We also don’t currently know the context size of the Cursor harness. I think the Cursor team should allow users to opt out of features that aren’t really useful.
(For example i opted out from the browser tool)
You can see this in the chat indicator. My User Rules are ~1.4k tokens + ~2k tokens usually added as a system prompt and context from indexing. For a context window containing hundreds of thousands of tokens, this is a grain of very important information.
99.99% code and ~90% documentation in my projects are written by agents, and I don’t see or notice any unnecessary Cursor features. I just don’t use Cloud Agents, but that’s because I’m afraid of wasting money and losing control, not because they’re useless.

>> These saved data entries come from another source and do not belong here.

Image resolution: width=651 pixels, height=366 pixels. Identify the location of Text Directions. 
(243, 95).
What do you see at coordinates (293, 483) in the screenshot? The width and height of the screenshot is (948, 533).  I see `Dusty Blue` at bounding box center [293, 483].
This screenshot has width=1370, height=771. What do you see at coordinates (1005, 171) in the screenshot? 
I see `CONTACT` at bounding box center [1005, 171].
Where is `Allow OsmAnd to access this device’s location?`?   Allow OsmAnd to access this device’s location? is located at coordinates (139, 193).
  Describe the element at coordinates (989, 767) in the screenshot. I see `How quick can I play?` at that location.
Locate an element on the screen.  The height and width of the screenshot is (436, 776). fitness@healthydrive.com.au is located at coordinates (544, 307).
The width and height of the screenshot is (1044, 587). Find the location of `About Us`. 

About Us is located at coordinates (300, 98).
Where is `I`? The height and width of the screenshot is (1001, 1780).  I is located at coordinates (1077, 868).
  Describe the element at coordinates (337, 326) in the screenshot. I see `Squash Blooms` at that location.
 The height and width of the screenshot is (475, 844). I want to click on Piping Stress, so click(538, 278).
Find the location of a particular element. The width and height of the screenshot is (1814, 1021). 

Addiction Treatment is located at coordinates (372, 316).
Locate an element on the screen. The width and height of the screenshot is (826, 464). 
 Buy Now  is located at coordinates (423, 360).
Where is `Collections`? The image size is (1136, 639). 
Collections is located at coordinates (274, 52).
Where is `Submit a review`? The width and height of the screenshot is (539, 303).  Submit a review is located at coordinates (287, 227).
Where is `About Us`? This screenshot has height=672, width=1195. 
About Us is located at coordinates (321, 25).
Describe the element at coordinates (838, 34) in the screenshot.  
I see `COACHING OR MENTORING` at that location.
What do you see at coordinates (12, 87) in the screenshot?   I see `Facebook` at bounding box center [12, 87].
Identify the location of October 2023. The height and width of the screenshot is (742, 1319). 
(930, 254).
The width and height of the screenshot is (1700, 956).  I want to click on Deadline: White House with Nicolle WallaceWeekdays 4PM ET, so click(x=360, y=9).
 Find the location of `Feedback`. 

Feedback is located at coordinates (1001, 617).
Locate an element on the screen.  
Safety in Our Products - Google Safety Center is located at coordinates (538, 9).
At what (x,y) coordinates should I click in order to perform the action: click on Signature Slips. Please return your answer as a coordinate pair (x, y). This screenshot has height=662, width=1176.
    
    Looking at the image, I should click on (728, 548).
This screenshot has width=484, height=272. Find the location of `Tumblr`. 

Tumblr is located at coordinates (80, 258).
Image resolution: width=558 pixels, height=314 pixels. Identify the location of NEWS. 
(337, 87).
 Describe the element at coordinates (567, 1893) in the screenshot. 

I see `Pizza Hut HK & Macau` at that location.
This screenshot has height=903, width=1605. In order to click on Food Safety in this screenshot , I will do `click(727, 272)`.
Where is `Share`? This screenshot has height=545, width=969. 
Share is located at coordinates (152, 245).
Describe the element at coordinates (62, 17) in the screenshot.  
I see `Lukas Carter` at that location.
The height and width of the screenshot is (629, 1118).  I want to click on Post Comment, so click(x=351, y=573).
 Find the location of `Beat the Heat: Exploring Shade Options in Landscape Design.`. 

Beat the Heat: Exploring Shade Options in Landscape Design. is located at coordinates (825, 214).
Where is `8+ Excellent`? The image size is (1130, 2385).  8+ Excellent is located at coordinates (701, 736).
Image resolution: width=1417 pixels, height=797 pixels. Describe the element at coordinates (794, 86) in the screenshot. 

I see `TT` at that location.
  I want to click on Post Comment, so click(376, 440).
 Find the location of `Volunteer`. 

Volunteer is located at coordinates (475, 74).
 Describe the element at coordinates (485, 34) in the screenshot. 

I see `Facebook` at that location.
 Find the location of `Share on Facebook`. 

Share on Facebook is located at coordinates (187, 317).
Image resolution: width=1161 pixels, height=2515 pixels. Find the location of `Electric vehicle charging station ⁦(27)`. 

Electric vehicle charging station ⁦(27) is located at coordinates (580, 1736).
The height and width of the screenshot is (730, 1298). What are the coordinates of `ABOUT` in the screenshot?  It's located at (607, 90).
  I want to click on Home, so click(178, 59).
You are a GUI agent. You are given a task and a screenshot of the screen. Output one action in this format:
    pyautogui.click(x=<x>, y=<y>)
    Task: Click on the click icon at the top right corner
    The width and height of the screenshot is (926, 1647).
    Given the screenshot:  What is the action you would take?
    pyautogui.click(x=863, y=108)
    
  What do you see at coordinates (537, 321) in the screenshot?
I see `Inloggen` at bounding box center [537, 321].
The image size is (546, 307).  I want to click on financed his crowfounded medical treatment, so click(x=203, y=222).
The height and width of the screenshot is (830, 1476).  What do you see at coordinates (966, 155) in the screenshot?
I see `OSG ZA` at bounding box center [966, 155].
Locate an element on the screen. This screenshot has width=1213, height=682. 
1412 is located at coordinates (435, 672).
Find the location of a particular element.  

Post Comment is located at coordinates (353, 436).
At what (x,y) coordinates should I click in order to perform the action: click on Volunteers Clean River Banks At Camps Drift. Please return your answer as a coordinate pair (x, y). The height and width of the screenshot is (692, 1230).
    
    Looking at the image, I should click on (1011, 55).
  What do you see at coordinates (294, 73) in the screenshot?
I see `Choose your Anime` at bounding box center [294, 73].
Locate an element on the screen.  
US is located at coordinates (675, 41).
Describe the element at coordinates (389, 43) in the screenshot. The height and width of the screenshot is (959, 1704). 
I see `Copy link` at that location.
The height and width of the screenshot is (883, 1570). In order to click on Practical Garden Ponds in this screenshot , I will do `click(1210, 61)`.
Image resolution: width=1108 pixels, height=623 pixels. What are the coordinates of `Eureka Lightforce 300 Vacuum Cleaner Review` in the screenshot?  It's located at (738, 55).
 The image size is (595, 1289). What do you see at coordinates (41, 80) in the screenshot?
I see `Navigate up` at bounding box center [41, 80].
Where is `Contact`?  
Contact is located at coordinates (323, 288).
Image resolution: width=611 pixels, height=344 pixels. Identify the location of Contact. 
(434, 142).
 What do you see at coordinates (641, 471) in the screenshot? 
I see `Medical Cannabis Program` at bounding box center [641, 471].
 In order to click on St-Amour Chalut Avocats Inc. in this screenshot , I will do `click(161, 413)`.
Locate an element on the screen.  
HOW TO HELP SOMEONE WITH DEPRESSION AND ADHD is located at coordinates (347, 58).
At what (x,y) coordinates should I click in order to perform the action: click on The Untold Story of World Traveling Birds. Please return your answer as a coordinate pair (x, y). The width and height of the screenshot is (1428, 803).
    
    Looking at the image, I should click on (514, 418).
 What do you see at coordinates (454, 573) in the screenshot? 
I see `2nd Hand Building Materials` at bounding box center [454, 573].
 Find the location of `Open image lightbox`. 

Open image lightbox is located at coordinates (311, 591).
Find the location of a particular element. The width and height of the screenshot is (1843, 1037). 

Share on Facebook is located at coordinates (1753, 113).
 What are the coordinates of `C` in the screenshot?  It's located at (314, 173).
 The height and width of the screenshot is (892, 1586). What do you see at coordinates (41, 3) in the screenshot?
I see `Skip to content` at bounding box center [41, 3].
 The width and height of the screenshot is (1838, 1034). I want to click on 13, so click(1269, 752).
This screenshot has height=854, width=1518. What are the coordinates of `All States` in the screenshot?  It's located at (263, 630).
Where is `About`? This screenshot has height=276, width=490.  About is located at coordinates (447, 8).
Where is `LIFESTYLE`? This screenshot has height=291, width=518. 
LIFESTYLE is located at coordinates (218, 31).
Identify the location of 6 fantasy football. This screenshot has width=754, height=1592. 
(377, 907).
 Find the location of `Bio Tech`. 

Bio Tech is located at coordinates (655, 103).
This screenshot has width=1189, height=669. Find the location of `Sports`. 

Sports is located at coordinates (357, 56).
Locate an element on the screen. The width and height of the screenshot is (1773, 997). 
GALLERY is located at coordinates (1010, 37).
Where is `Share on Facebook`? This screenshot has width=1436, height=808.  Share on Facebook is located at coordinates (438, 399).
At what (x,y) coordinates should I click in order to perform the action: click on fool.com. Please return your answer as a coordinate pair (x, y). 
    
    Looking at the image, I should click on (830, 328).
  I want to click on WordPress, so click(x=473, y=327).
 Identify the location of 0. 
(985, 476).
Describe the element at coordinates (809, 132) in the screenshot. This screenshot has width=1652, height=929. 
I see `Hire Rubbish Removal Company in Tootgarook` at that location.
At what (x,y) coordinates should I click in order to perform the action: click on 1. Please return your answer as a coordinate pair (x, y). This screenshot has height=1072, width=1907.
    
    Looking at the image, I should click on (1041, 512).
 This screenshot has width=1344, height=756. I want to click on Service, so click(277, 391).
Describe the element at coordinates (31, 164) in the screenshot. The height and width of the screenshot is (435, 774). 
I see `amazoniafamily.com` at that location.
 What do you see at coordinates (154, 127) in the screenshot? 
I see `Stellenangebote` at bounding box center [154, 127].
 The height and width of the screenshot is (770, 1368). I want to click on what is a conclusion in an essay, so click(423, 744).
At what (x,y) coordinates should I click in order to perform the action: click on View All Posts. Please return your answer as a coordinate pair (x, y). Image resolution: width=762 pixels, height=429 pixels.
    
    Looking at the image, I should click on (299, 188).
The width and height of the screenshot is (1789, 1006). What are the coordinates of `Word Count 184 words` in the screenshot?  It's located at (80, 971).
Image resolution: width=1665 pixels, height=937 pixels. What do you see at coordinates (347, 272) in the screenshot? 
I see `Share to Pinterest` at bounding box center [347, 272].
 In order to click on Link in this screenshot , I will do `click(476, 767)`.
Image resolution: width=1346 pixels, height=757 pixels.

It’s useful for searching documentation and references.
To be clear, this is specific to subagents, who don’t automatically learn skills.
@Colin Sorry, it’s unclear whether the “Apply intelligently” cursor rule should be migrated to skills so the model will use it more effectively ?
Skills are always applied intelligently, so no need to put this in the frontmatter (it won’t do anything).
Also, if you haven’t seen it, there’s a command to migrate skills to rules.
@Colin What is the real benefit of migrating? Has the Cursor harness changed, making the use of skills more appropriate than intelligently applied Cursor rules? Or do skills behave exactly the same and mainly exist for interoperability across AI IDEs and CLIs?